Artist

Pulsallama

Genre: Alt / Indie ,Post-Punk ,Noise Pop ,Alternative Dance
Origin: U.S.A
Listen on Coda
A playful post-punk percussion collective, Pulsallama originated as a performance art endeavor before evolving into an underground pop sensation boasting an international audience throughout its brief yet memorable run. Constructed solely from vocals and percussion instruments aside from bass guitar, the music generated layers of homemade polyrhythms that intertwined with the absurdist humor in the lyrics. Membership stayed exclusively female and fluctuated between seven and thirteen participants across the group’s history, and although their sole album stayed unreleased, the pair of singles issued during their existence along with an EP capturing a 1983 radio broadcast demonstrated music that remained vital, danceable, and consistently fun.

The ensemble came together in 1981 during a “Rites of Spring Bacchanal” event at Club 57, the nightclub and performance space located on New York’s Lower East Side. Regulars at the venue had conceived an all-female percussion orchestra rooted in the punk principle that formal musical training was unnecessary for creating music. Ann Magnuson, later known as a successful actress and Bongwater member, devised the name through free association between her “Pulse-Matic” blender brand and the word “Llama.” The original roster placed Lori Montana on bass, Jean Caffeine on trap drums and vocals, while Kim Davis, Stacey Elkin, Dany Johnson, Katy K, Diana Lillig, Ann Magnuson, April Palmieri, Charlotte Slivka, Min Thometz, Andé Whyland, and Wendy Wild handled vocals and an array of percussion ranging from Latin drums to empty beer bottles.

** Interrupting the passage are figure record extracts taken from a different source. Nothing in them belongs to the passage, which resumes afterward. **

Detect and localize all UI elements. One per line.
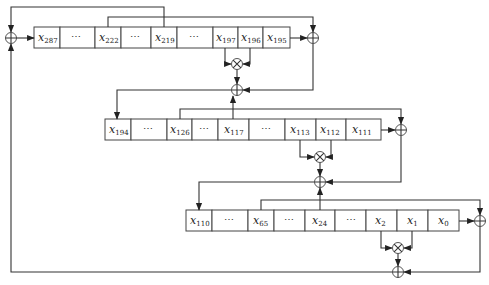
label-dots: ⋯: [130, 31, 140, 42]
xor-gate-a-input: [6, 33, 17, 44]
label-dots: ⋯: [189, 31, 199, 42]
label-dots: ⋯: [71, 31, 81, 42]
xor-gate-b-output: [396, 125, 407, 136]
xor-gate-b-feed: [315, 177, 326, 188]
xor-gate-c-feed: [393, 267, 404, 278]
label-dots: ⋯: [143, 123, 153, 134]
label-dots: ⋯: [284, 214, 294, 225]
label-dots: ⋯: [261, 123, 271, 134]
xor-gate-a-feed: [232, 85, 243, 96]
xor-gate-c-output: [475, 216, 486, 227]
and-gate-c: [393, 243, 404, 254]
gates: [6, 33, 486, 278]
label-dots: ⋯: [224, 214, 234, 225]
trivium-diagram: x287 ⋯ x222 ⋯ x219 ⋯ x197 x196 x195 x194…: [0, 0, 489, 285]
and-gate-a: [232, 59, 243, 70]
register-c: x110 ⋯ x65 ⋯ x24 ⋯ x2 x1 x0: [186, 210, 459, 231]
register-b: x194 ⋯ x126 ⋯ x117 ⋯ x113 x112 x111: [105, 119, 381, 140]
register-a: x287 ⋯ x222 ⋯ x219 ⋯ x197 x196 x195: [34, 27, 290, 48]
label-dots: ⋯: [199, 123, 209, 134]
label-dots: ⋯: [346, 214, 356, 225]
xor-gate-a-output: [308, 33, 319, 44]
and-gate-b: [315, 152, 326, 163]
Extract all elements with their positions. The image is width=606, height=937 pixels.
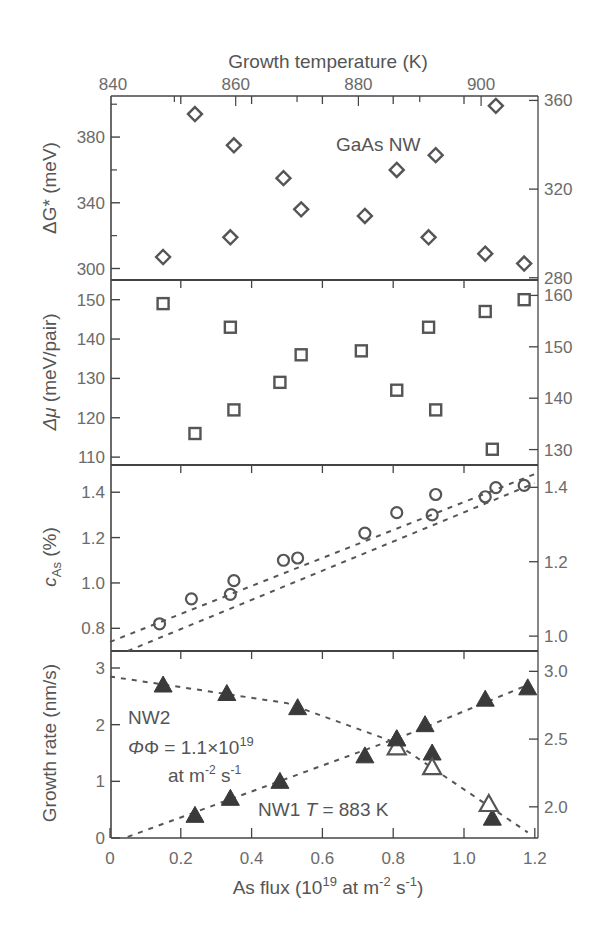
triangle-filled-marker (476, 690, 494, 706)
diamond-marker (429, 148, 443, 162)
right-tick-label: 2.0 (544, 798, 568, 817)
diamond-marker (188, 107, 202, 121)
top-tick-label: 860 (222, 75, 250, 94)
diamond-marker (276, 171, 290, 185)
panel-dmu: 110120130140150130140150160 (77, 280, 573, 467)
right-tick-label: 360 (544, 91, 572, 110)
square-marker (391, 385, 402, 396)
data-layer (110, 99, 537, 837)
square-marker (274, 377, 285, 388)
square-marker (423, 322, 434, 333)
circle-marker (292, 553, 303, 564)
diamond-marker (517, 257, 531, 271)
chart-figure: Growth temperature (K) 840860880900 3003… (0, 0, 606, 937)
diamond-marker (223, 230, 237, 244)
panel1-ylabel: ΔG* (meV) (39, 142, 60, 234)
x-axis-title: As flux (1019 at m-2 s-1) (233, 874, 424, 898)
svg-text:Δμ (meV/pair): Δμ (meV/pair) (39, 313, 60, 431)
square-marker (487, 444, 498, 455)
nw2-label: NW2 (128, 707, 170, 728)
x-axis-ticks: 00.20.40.60.81.01.2 (105, 828, 546, 868)
svg-text:ΔG* (meV): ΔG* (meV) (39, 142, 60, 234)
triangle-filled-marker (186, 806, 204, 822)
right-tick-label: 140 (544, 389, 572, 408)
right-tick-label: 280 (544, 269, 572, 288)
nw1-label: NW1 T = 883 K (258, 799, 389, 820)
y-tick-label: 150 (77, 291, 105, 310)
y-tick-label: 380 (77, 128, 105, 147)
y-tick-label: 0 (96, 829, 105, 848)
circle-marker (391, 507, 402, 518)
y-tick-label: 2 (96, 716, 105, 735)
square-marker (480, 306, 491, 317)
y-tick-label: 1.0 (81, 574, 105, 593)
circle-marker (480, 491, 491, 502)
square-marker (228, 404, 239, 415)
panels: 3003403802803203601101201301401501301401… (77, 91, 573, 848)
top-tick-label: 900 (467, 75, 495, 94)
circle-marker (186, 593, 197, 604)
circle-marker (359, 528, 370, 539)
x-tick-label: 1.0 (452, 849, 476, 868)
y-tick-label: 130 (77, 369, 105, 388)
top-axis-title: Growth temperature (K) (228, 51, 428, 72)
y-tick-label: 1.2 (81, 529, 105, 548)
triangle-filled-marker (388, 730, 406, 746)
x-tick-label: 0.6 (311, 849, 335, 868)
circle-marker (225, 589, 236, 600)
right-tick-label: 1.2 (544, 553, 568, 572)
panel2-ylabel: Δμ (meV/pair) (39, 313, 60, 431)
x-tick-label: 0.2 (169, 849, 193, 868)
x-tick-label: 1.2 (523, 849, 547, 868)
triangle-filled-marker (289, 699, 307, 715)
phi-label: ΦΦ = 1.1×1019 (128, 734, 254, 758)
phi-units-label: at m-2 s-1 (168, 763, 241, 786)
diamond-marker (478, 247, 492, 261)
right-tick-label: 1.0 (544, 627, 568, 646)
right-tick-label: 1.4 (544, 478, 568, 497)
circle-marker (228, 575, 239, 586)
diamond-marker (390, 163, 404, 177)
top-tick-label: 840 (99, 75, 127, 94)
triangle-filled-marker (221, 789, 239, 805)
x-tick-label: 0 (105, 849, 114, 868)
x-tick-label: 0.8 (381, 849, 405, 868)
diamond-marker (489, 99, 503, 113)
y-tick-label: 1.4 (81, 483, 105, 502)
y-tick-label: 300 (77, 260, 105, 279)
top-tick-label: 880 (344, 75, 372, 94)
circle-marker (154, 618, 165, 629)
y-tick-label: 0.8 (81, 619, 105, 638)
right-tick-label: 3.0 (544, 662, 568, 681)
diamond-marker (422, 230, 436, 244)
circle-marker (278, 555, 289, 566)
x-tick-label: 0.4 (240, 849, 264, 868)
svg-text:cAs (%): cAs (%) (39, 527, 64, 587)
diamond-marker (358, 209, 372, 223)
right-tick-label: 2.5 (544, 730, 568, 749)
diamond-marker (294, 202, 308, 216)
circle-marker (427, 509, 438, 520)
square-marker (225, 322, 236, 333)
diamond-marker (227, 138, 241, 152)
circle-marker (430, 489, 441, 500)
top-axis-ticks: 840860880900 (99, 75, 495, 94)
triangle-filled-marker (416, 716, 434, 732)
panel3-ylabel: cAs (%) (39, 527, 64, 587)
y-tick-label: 340 (77, 194, 105, 213)
right-tick-label: 320 (544, 180, 572, 199)
right-tick-label: 150 (544, 338, 572, 357)
y-tick-label: 3 (96, 659, 105, 678)
triangle-filled-marker (271, 772, 289, 788)
square-marker (296, 349, 307, 360)
triangle-filled-marker (356, 747, 374, 763)
y-tick-label: 120 (77, 409, 105, 428)
y-tick-label: 110 (78, 448, 105, 467)
panel-dG: 300340380280320360 (77, 91, 573, 287)
triangle-open-marker (423, 758, 441, 774)
right-tick-label: 160 (544, 286, 572, 305)
y-tick-label: 1 (96, 772, 105, 791)
square-marker (158, 298, 169, 309)
svg-text:Growth rate (nm/s): Growth rate (nm/s) (39, 664, 60, 822)
square-marker (519, 294, 530, 305)
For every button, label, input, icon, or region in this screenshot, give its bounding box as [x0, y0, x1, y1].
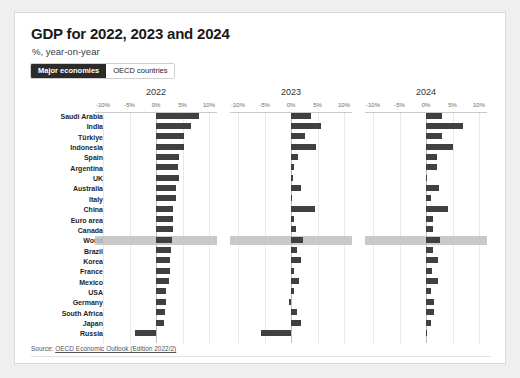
- bar[interactable]: [291, 144, 316, 150]
- footer-divider: [31, 356, 491, 357]
- bar[interactable]: [291, 164, 294, 170]
- bar[interactable]: [156, 257, 170, 263]
- x-tick-label: 10%: [473, 102, 485, 108]
- bar[interactable]: [289, 299, 291, 305]
- panel-title-2023: 2023: [281, 87, 301, 97]
- category-label: UK: [15, 175, 103, 183]
- bar[interactable]: [426, 226, 433, 232]
- bar[interactable]: [291, 113, 311, 119]
- category-label: Euro area: [15, 217, 103, 225]
- bar[interactable]: [426, 278, 438, 284]
- bar[interactable]: [291, 278, 299, 284]
- x-tick-label: 0%: [152, 102, 161, 108]
- category-label: Mexico: [15, 279, 103, 287]
- bar[interactable]: [426, 164, 437, 170]
- bar[interactable]: [426, 133, 442, 139]
- gridline: [344, 113, 345, 343]
- gridline: [238, 113, 239, 343]
- bar[interactable]: [426, 237, 440, 243]
- bar[interactable]: [426, 216, 433, 222]
- bar[interactable]: [156, 320, 164, 326]
- bar[interactable]: [156, 113, 199, 119]
- bar[interactable]: [426, 299, 434, 305]
- bar[interactable]: [156, 247, 171, 253]
- source-link[interactable]: OECD Economic Outlook (Edition 2022/2): [55, 345, 176, 352]
- bar[interactable]: [156, 299, 166, 305]
- bar[interactable]: [426, 113, 442, 119]
- bar[interactable]: [156, 288, 166, 294]
- bar[interactable]: [156, 195, 176, 201]
- bar[interactable]: [156, 206, 173, 212]
- bar[interactable]: [291, 175, 293, 181]
- bar[interactable]: [291, 133, 305, 139]
- bar[interactable]: [426, 175, 427, 181]
- bar[interactable]: [156, 185, 176, 191]
- gridline: [318, 113, 319, 343]
- x-tick-label: 0%: [287, 102, 296, 108]
- bar[interactable]: [291, 154, 298, 160]
- bar[interactable]: [291, 268, 294, 274]
- bar[interactable]: [426, 195, 431, 201]
- x-tick-label: 5%: [448, 102, 457, 108]
- category-label: Korea: [15, 258, 103, 266]
- bar[interactable]: [291, 237, 303, 243]
- bar[interactable]: [156, 133, 184, 139]
- x-tick-label: -10%: [96, 102, 110, 108]
- bar[interactable]: [291, 123, 321, 129]
- bar[interactable]: [426, 288, 431, 294]
- bar[interactable]: [156, 278, 169, 284]
- category-label: South Africa: [15, 310, 103, 318]
- x-tick-label: -10%: [231, 102, 245, 108]
- bar[interactable]: [291, 185, 301, 191]
- bar[interactable]: [426, 247, 433, 253]
- category-label: China: [15, 206, 103, 214]
- x-tick-label: -5%: [394, 102, 405, 108]
- bar[interactable]: [426, 123, 463, 129]
- bar[interactable]: [261, 330, 291, 336]
- bar[interactable]: [426, 206, 448, 212]
- bar[interactable]: [291, 195, 292, 201]
- bar[interactable]: [156, 164, 178, 170]
- category-label: France: [15, 268, 103, 276]
- bar[interactable]: [156, 237, 172, 243]
- bar[interactable]: [426, 320, 431, 326]
- panel-title-2022: 2022: [146, 87, 166, 97]
- bar[interactable]: [156, 216, 173, 222]
- bar[interactable]: [156, 268, 170, 274]
- bar[interactable]: [291, 216, 294, 222]
- bar[interactable]: [291, 247, 297, 253]
- bar[interactable]: [426, 330, 427, 336]
- category-label: Saudi Arabia: [15, 113, 103, 121]
- bar[interactable]: [426, 144, 453, 150]
- bar[interactable]: [291, 288, 294, 294]
- bar[interactable]: [426, 268, 432, 274]
- bar[interactable]: [426, 309, 434, 315]
- gridline: [130, 113, 131, 343]
- bar[interactable]: [156, 309, 165, 315]
- category-label: Türkiye: [15, 134, 103, 142]
- gridline: [400, 113, 401, 343]
- gridline: [103, 113, 104, 343]
- bar[interactable]: [156, 226, 173, 232]
- bar[interactable]: [291, 226, 296, 232]
- category-label: Germany: [15, 299, 103, 307]
- bar[interactable]: [156, 123, 191, 129]
- bar[interactable]: [291, 320, 301, 326]
- x-tick-label: 5%: [313, 102, 322, 108]
- bar[interactable]: [156, 154, 179, 160]
- bar[interactable]: [426, 185, 439, 191]
- x-tick-label: 5%: [178, 102, 187, 108]
- bar[interactable]: [135, 330, 156, 336]
- bar[interactable]: [291, 206, 315, 212]
- bar[interactable]: [156, 144, 184, 150]
- bar[interactable]: [426, 154, 437, 160]
- gridline: [209, 113, 210, 343]
- bar[interactable]: [291, 257, 301, 263]
- gridline: [479, 113, 480, 343]
- bar[interactable]: [156, 175, 179, 181]
- category-label: Japan: [15, 320, 103, 328]
- bar[interactable]: [291, 309, 297, 315]
- category-label: USA: [15, 289, 103, 297]
- chart-plot-area: Saudi ArabiaIndiaTürkiyeIndonesiaSpainAr…: [15, 13, 507, 365]
- bar[interactable]: [426, 257, 438, 263]
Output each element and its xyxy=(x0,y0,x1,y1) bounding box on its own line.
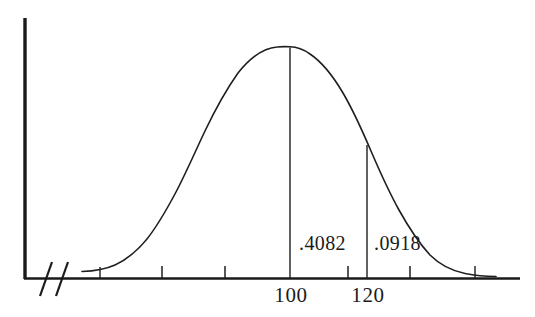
normal-curve-figure: .4082 .0918 100 120 xyxy=(0,0,535,317)
area-label-left: .4082 xyxy=(299,233,346,253)
x-axis-ticks xyxy=(162,266,410,278)
x-axis-label-mean: 100 xyxy=(265,285,317,306)
x-axis-label-x120: 120 xyxy=(342,285,394,306)
area-label-right: .0918 xyxy=(374,233,421,253)
normal-distribution-curve xyxy=(82,47,496,277)
bell-curve-drawing xyxy=(0,0,535,317)
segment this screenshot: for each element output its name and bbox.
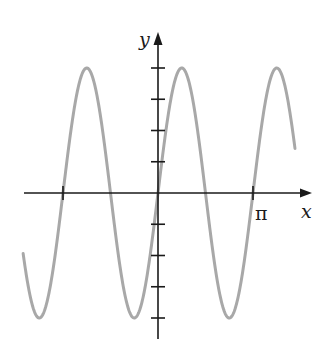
y-axis-label: y [138,28,150,50]
pi-tick-label: π [255,202,268,224]
x-axis-arrow-icon [300,189,312,198]
sine-graph: y x π [0,0,335,344]
x-axis-label: x [301,200,312,222]
axes [24,32,312,339]
y-axis-arrow-icon [154,32,163,45]
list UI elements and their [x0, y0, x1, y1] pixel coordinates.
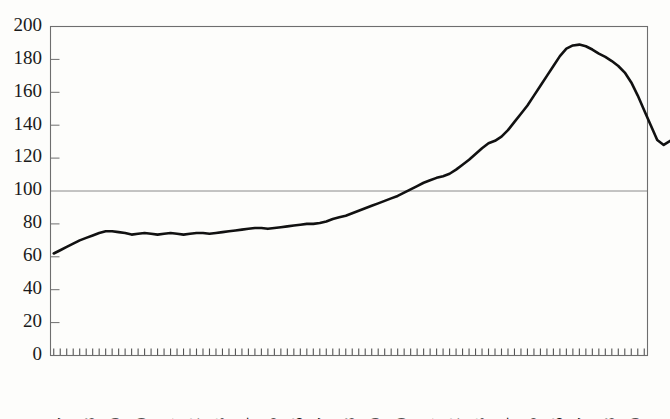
y-axis-tick-label: 140 [14, 113, 43, 134]
y-axis-tick-label: 80 [23, 211, 42, 232]
y-axis-tick-label: 160 [14, 80, 43, 101]
chart-container: 020406080100120140160180200 198719881989… [0, 0, 670, 419]
y-axis-tick-label: 40 [23, 277, 42, 298]
y-axis-tick-label: 100 [14, 178, 43, 199]
y-axis-tick-label: 60 [23, 244, 42, 265]
y-axis-tick-label: 180 [14, 47, 43, 68]
y-axis-tick-label: 20 [23, 310, 42, 331]
y-axis-tick-label: 200 [14, 14, 43, 35]
line-chart: 020406080100120140160180200 198719881989… [0, 0, 670, 419]
y-axis-tick-label: 0 [33, 343, 43, 364]
y-axis-tick-label: 120 [14, 145, 43, 166]
chart-background [0, 0, 670, 419]
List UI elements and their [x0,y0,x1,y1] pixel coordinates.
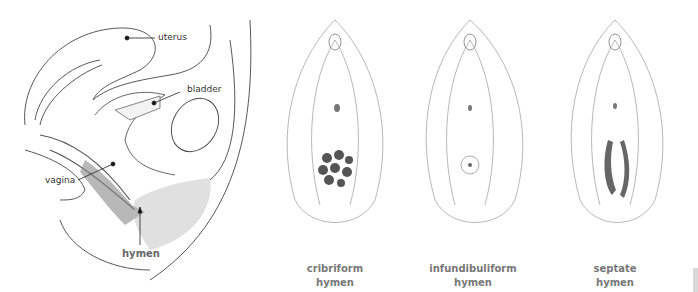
caption-cribriform: cribriform hymen [280,262,390,290]
label-uterus: uterus [158,32,187,42]
sagittal-cross-section: uterus bladder vagina hymen [0,0,260,292]
caption-septate: septate hymen [560,262,670,290]
infundibuliform-illustration [410,0,550,240]
caption-infundibuliform: infundibuliform hymen [418,262,528,290]
septate-illustration [550,0,690,240]
variant-cribriform: cribriform hymen [265,0,405,292]
label-vagina: vagina [45,175,75,185]
label-bladder: bladder [187,84,221,94]
scrollbar[interactable] [693,268,698,292]
variant-septate: septate hymen [550,0,690,292]
label-hymen: hymen [122,248,160,259]
variant-infundibuliform: infundibuliform hymen [410,0,550,292]
cribriform-illustration [265,0,405,240]
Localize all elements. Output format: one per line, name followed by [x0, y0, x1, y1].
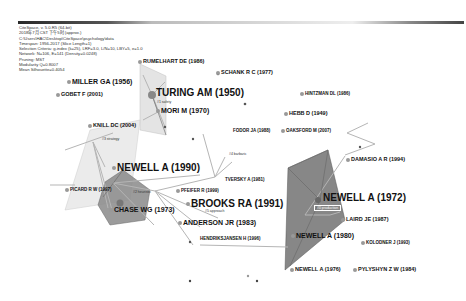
- node-label[interactable]: PICARD R W (1997): [65, 187, 112, 192]
- node-label[interactable]: SCHANK R C (1977): [216, 69, 273, 75]
- node-dot-icon: [291, 234, 295, 238]
- network-graph[interactable]: [0, 0, 466, 301]
- node-label[interactable]: RUMELHART DE (1986): [138, 58, 204, 64]
- node-dot-icon: [65, 188, 69, 192]
- node-label[interactable]: NEWELL A (1990): [112, 162, 200, 173]
- node-label[interactable]: ANDERSON JR (1983): [178, 219, 256, 226]
- node-dot-icon: [361, 241, 365, 245]
- node-label[interactable]: NEWELL A (1976): [290, 266, 341, 272]
- node-label[interactable]: PYLYSHYN Z W (1984): [353, 266, 416, 272]
- node-label[interactable]: OAKSFORD M (2007): [281, 128, 331, 133]
- cluster-label[interactable]: #3 strategy: [102, 137, 119, 141]
- node-label[interactable]: NEWELL A (1980): [291, 232, 354, 239]
- node-dot-icon: [109, 208, 113, 212]
- cluster-label[interactable]: #0 production: [314, 205, 341, 211]
- node-label[interactable]: HENDRIKSJANSEN H (1996): [200, 236, 261, 241]
- node-dot-icon: [67, 80, 71, 84]
- node-dot-icon: [281, 129, 285, 133]
- node-dot-icon: [186, 202, 190, 206]
- cluster-label[interactable]: #2 heuristic: [133, 190, 151, 194]
- node-label[interactable]: MILLER GA (1956): [67, 78, 132, 85]
- node-label[interactable]: TVERSKY A (1981): [225, 177, 265, 182]
- node-label[interactable]: HINTZMAN DL (1986): [300, 91, 350, 96]
- node-dot-icon: [216, 71, 220, 75]
- node-dot-icon: [176, 189, 180, 193]
- node-label[interactable]: BROOKS RA (1991): [186, 198, 283, 209]
- node-label[interactable]: NEWELL A (1972): [323, 192, 406, 203]
- node-dot-icon: [88, 124, 92, 128]
- node-dot-icon: [178, 221, 182, 225]
- node-dot-icon: [341, 218, 345, 222]
- cluster-label[interactable]: #5 approach: [205, 209, 224, 213]
- node-dot-icon: [56, 93, 60, 97]
- node-dot-icon: [300, 92, 304, 96]
- node-dot-icon: [284, 112, 288, 116]
- node-dot-icon: [346, 158, 350, 162]
- node-label[interactable]: LAIRD JE (1987): [341, 216, 389, 222]
- node-label[interactable]: DAMASIO A R (1994): [346, 156, 405, 162]
- node-dot-icon: [353, 268, 357, 272]
- node-dot-icon: [138, 60, 142, 64]
- node-label[interactable]: MORI M (1970): [156, 107, 209, 114]
- node-dot-icon: [156, 109, 160, 113]
- node-label[interactable]: PFEIFER R (1999): [176, 188, 219, 193]
- node-label[interactable]: TURING AM (1950): [156, 87, 244, 98]
- node-label[interactable]: HEBB D (1949): [284, 110, 328, 116]
- cluster-label[interactable]: #4 barbaric: [229, 152, 247, 156]
- node-dot-icon: [290, 268, 294, 272]
- node-label[interactable]: CHASE WG (1973): [109, 206, 175, 213]
- node-label[interactable]: GOBET F (2001): [56, 91, 103, 97]
- node-label[interactable]: KOLODNER J (1993): [361, 240, 410, 245]
- node-label[interactable]: FODOR JA (1988): [233, 128, 270, 133]
- cluster-label[interactable]: #1 safety: [157, 100, 171, 104]
- node-label[interactable]: KNILL DC (2004): [88, 122, 136, 128]
- node-dot-icon: [112, 166, 116, 170]
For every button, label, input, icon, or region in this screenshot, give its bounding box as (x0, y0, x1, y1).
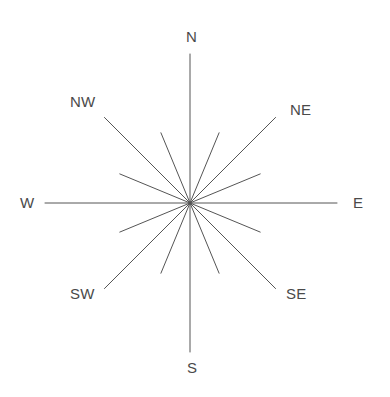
label-southwest: SW (70, 286, 95, 301)
compass-ray-ne (190, 117, 276, 203)
label-north: N (186, 29, 197, 44)
compass-ray-se (190, 203, 276, 289)
compass-rose-figure: N NE E SE S SW W NW (0, 0, 390, 397)
label-southeast: SE (286, 286, 306, 301)
label-northeast: NE (290, 102, 311, 117)
compass-rays-svg (0, 0, 390, 397)
label-south: S (187, 360, 197, 375)
compass-ray-sw (104, 203, 190, 289)
label-east: E (353, 195, 363, 210)
label-west: W (20, 195, 34, 210)
label-northwest: NW (70, 94, 95, 109)
compass-ray-nw (104, 117, 190, 203)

Participants had not envisioned Pulsallama as a continuing project, yet the warm response to their “Rites of Spring” appearance secured an invitation for a rock-club performance whose enthusiastic New York Rocker review created significant buzz. The band soon circulated through downtown venues, and when U.K. noise terrorists the Pop Group performed in New York, Jean Caffeine encountered the group’s manager Dick O’Dell, who also operated Y Records. The label released a 1982 12-inch single, “Ungawa, Pt. II (Way Out Guiana)” b/w “The Devil Lives in My Husband’s Body.” By then the lineup had begun contracting; Katy K, Diana Lillig, and Charlotte Slivka departed within months of the debut show, followed after the first single by Ann Magnuson, Dany Johnson, and Andé Whyland. Judy Streng replaced Lori Montana on bass to finalize the group’s ultimate configuration.

The debut single earned favorable notices and sufficient underground airplay to prompt a U.K. tour. While abroad the band recorded a Yuletide single alongside Pigbag, performed with Public Image Limited, and attracted the attention of the Clash’s Mick Jones, who secured support slots on several dates of the American leg of their Combat Rock tour. A second single, “Oui-Oui (A Canadian in Paris)” b/w “Pulsallama on the Rag,” appeared in 1983 as the group headlined clubs domestically and overseas. Although Pulsallama finished tracking a full-length album, Y Records encountered severe financial difficulties that prevented the band from covering the outstanding studio costs and retrieving the tapes. Growing disillusioned with management and booking agencies, what had begun as spontaneous enjoyment started feeling like obligation, prompting the decision to disband rather than persist; their farewell performance occurred in July 1983. The album has never seen release, yet Modern Harmonic issued the seven-song EP Pulsallama in 2020, drawn from the 1983 live-in-the-studio session recorded in New York for French radio broadcast.